Jack Wilson runs across snow on Cliff Trail in Harpswell, not far from his home, on Feb. 26. Wilson runs every day, in all kinds of weather. (Troy R. Bennett photo)

The feeling of complete freedom and focus Wilson experienced that day has never left him.

“To this day it’s my security blanket, my binky,” he said. “People ask me all the time how I can go running in all kinds of weather. They don’t get it. They’re looking at it as a physical thing. For me, it’s more mental, spiritual. It’s still a release.”

Wilson excelled in high school track and cross-country, setting North Carolina state records that stood for 20 years. He attended Memphis State University on a track scholarship before embarking on his corporate career, all the while running scores of marathons.

“I’ve even run marathons in Tokyo and Bangkok just because I was going to be there for work,” he said.

In the summer of 2021, amidst a rancorous divorce, Wilson left his home in Atlanta and moved into an RV parked in a friend’s driveway on Ewing Narrows in Harpswell. He’d come to Maine for some peace while training for his first attempt at the Moab 240 later that year.

He eventually became friends with a woman who lived across the street from his RV. She would see Wilson leaving on his long, early morning training runs and eventually agreed to be his Moab crew chief, arranging food, water and shoe drops at checkpoints along the punishing route.

She was there when a doctor at one of those checkpoints told Wilson he couldn’t finish the race because his kidneys were shutting down from dehydration. She watched Wilson flash two thumbs up as he left in an ambulance — and somewhere along the way, their relationship became more than friendly.

Thus, she was also there when Wilson finally finished the Moab 240 a year later. At the finish line, he was more than tired. He could barely stand up straight, his body was in so much pain. His feet were a mangled mess, having lost all ten toenails in the race. Still, he got down on one knee in the gravel and asked her to marry him, pulling out a ring he’d carried in his shorts pocket all 240 miles.

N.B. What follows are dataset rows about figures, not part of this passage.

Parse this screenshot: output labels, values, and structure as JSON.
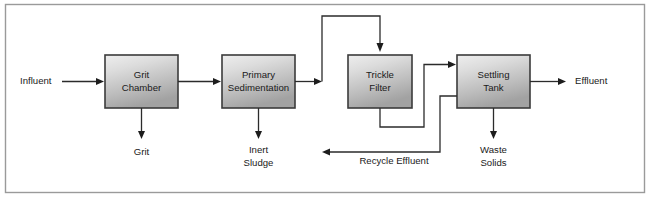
{
  "diagram": {
    "colors": {
      "frame_border": "#9a9a9a",
      "box_border": "#3b3b3b",
      "box_fill_light": "#e8e8e8",
      "box_fill_dark": "#a9a9a9",
      "line": "#2b2b2b",
      "text": "#1a1a1a",
      "background": "#ffffff"
    },
    "units": [
      {
        "id": "grit-chamber",
        "label_line1": "Grit",
        "label_line2": "Chamber"
      },
      {
        "id": "primary-sedimentation",
        "label_line1": "Primary",
        "label_line2": "Sedimentation"
      },
      {
        "id": "trickle-filter",
        "label_line1": "Trickle",
        "label_line2": "Filter"
      },
      {
        "id": "settling-tank",
        "label_line1": "Settling",
        "label_line2": "Tank"
      }
    ],
    "streams": [
      {
        "id": "influent",
        "label": "Influent"
      },
      {
        "id": "grit",
        "label": "Grit"
      },
      {
        "id": "inert-sludge",
        "label_line1": "Inert",
        "label_line2": "Sludge"
      },
      {
        "id": "recycle-effluent",
        "label": "Recycle Effluent"
      },
      {
        "id": "waste-solids",
        "label_line1": "Waste",
        "label_line2": "Solids"
      },
      {
        "id": "effluent",
        "label": "Effluent"
      }
    ]
  }
}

“I told myself I had to finish so I could ask her,” Wilson said. “It kept me going.”

She said yes.

“And I had to help him up off his knee because he couldn’t get up,” the now Melissa Wilson said. “He hurt so much.”

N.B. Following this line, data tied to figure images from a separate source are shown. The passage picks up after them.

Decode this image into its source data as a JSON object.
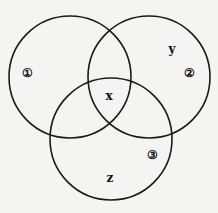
{
  "diagram": {
    "type": "venn-three-sets",
    "circles": [
      {
        "id": "1",
        "label": "①",
        "cx": 70,
        "cy": 77,
        "r": 61
      },
      {
        "id": "2",
        "label": "②",
        "cx": 149,
        "cy": 77,
        "r": 61
      },
      {
        "id": "3",
        "label": "③",
        "cx": 111,
        "cy": 139,
        "r": 61
      }
    ],
    "region_labels": {
      "x": "x",
      "y": "y",
      "z": "z"
    },
    "stroke_color": "#1a1a1a",
    "background_color": "#f4f4f2"
  }
}
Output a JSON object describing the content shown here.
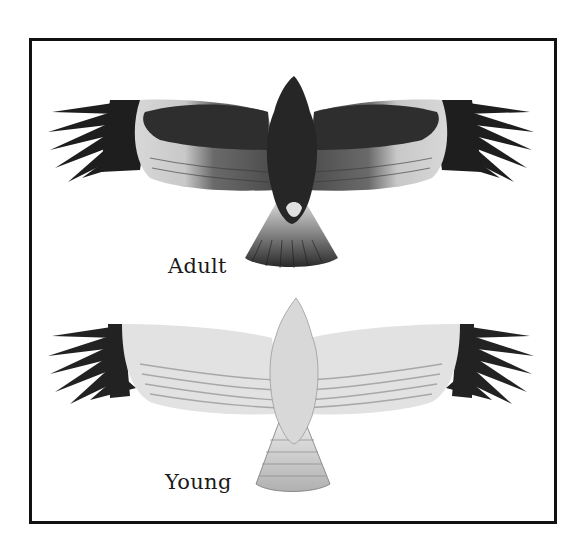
{
  "figure": {
    "panels": [
      {
        "id": "adult",
        "caption": "Adult",
        "description": "Dark bird in flight seen from below, pale wing patches near the tips and a barred fan tail"
      },
      {
        "id": "young",
        "caption": "Young",
        "description": "Pale bird in flight seen from below, barred wings with dark tips and a barred tail"
      }
    ]
  },
  "colors": {
    "frame": "#111111",
    "adult_dark": "#2a2a2a",
    "adult_mid": "#5a5a5a",
    "adult_pale": "#e6e6e6",
    "young_body": "#dcdcdc",
    "young_bars": "#9a9a9a",
    "wingtip": "#1e1e1e"
  }
}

With Moab conquered and his personal life in full bloom, Jack Wilson has plans to start an ultramarathon in Presque Isle called the Maine Moose. It will be, of course, 207 miles long, and it will utilize a crisscrossing network of existing ATV and snowmobile trails.

Collin Darrell, community impact director at the nonprofit Ignite Presque Isle, is partnering with Wilson on the ultramarathon project. With Limestone’s Loring Air Force Base long closed, the once-thriving Nordic Ski Center defunct, and the 1997-2003 series of Phish festivals all in the past, Darrell said Aroostook County is hungry for a nationally known event like the race.

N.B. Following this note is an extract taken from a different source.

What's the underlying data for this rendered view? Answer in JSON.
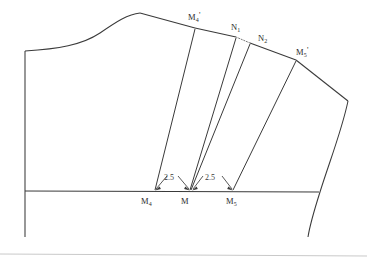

“I think it will mean millions of dollars for the region,” Darrell said, “and not just in tickets but in visitors dining and staying and spending money — and then spreading the gospel of how beautiful Aroostook County is.”

Though there’s a lot of organizing to do before the big race can take shape, Wilson isn’t done running — not by a long shot. He trains every day in Harpswell, usually covering 20 miles or more, mostly on side roads and the nearby Cliff Trail.

“A day off for me would be a 5-mile run,” he said.

In May, he’ll run a 100-mile race through the Florida Keys.

“It’s my 58th birthday present to myself,” he said.